Whether it was the cheese and gherkins I ate for my tea I don’t know, but I had a lot of bad dreams that night. I woke up several times, thinking I could hear the pitiful wailing of a cat, and then, worse, it turned into the howls of a person in pain. Extreme pain. But when my eyes flew open, the noises stopped, and I lay there in silence, drenched in sweat. Dreams that vivid and that bad always left me with a kind of hangover. I was like a wet rag when I went to work the next day.
Then, just to add to the general joys, Mrs Dunmore went to the bank and while she was gone, Cook nagged me into reading hers and Beryl’s tea leaves. I told them the usual stuff: Cook was going to be surprised by a new grandchild – which, seeing she was Eunice’s mother-in-law, came as no surprise to anyone, except Cook. She managed to work up astonished delight every time, bless her.

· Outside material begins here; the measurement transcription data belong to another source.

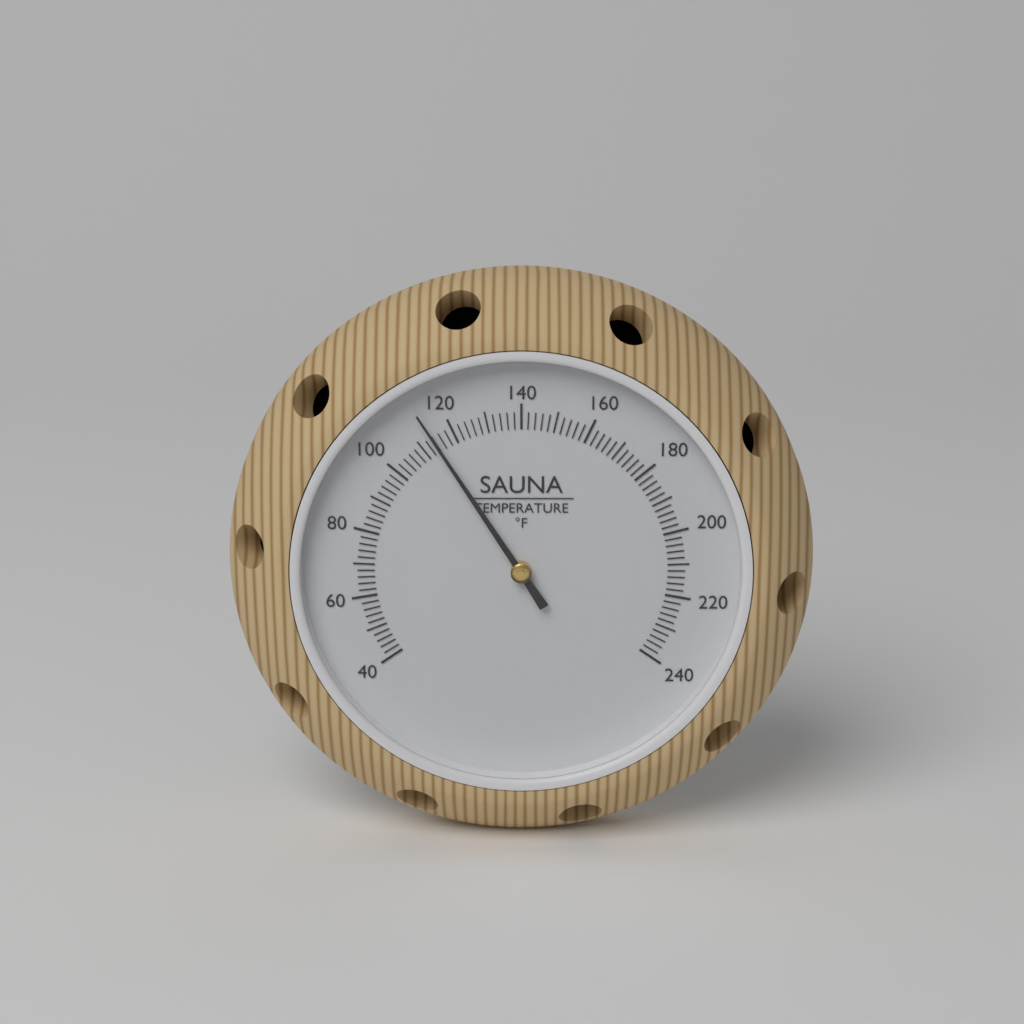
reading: 114 °F
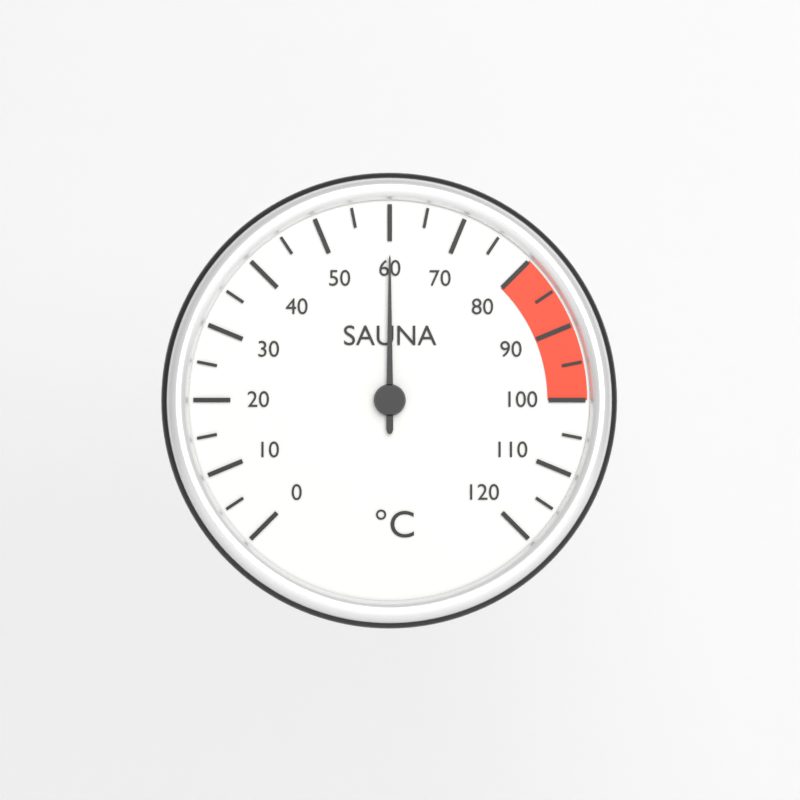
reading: 60 °C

And of course, I told Beryl she was going to meet a new man in the very near future. Which was highly likely as she worked in a canteen full of them. Whether or not she would strike it lucky with this new man I didn’t say, largely because I didn’t know. When I gazed into those two cups that day, I saw nothing but tea leaves. Still, I had two satisfied customers, and that was the main thing.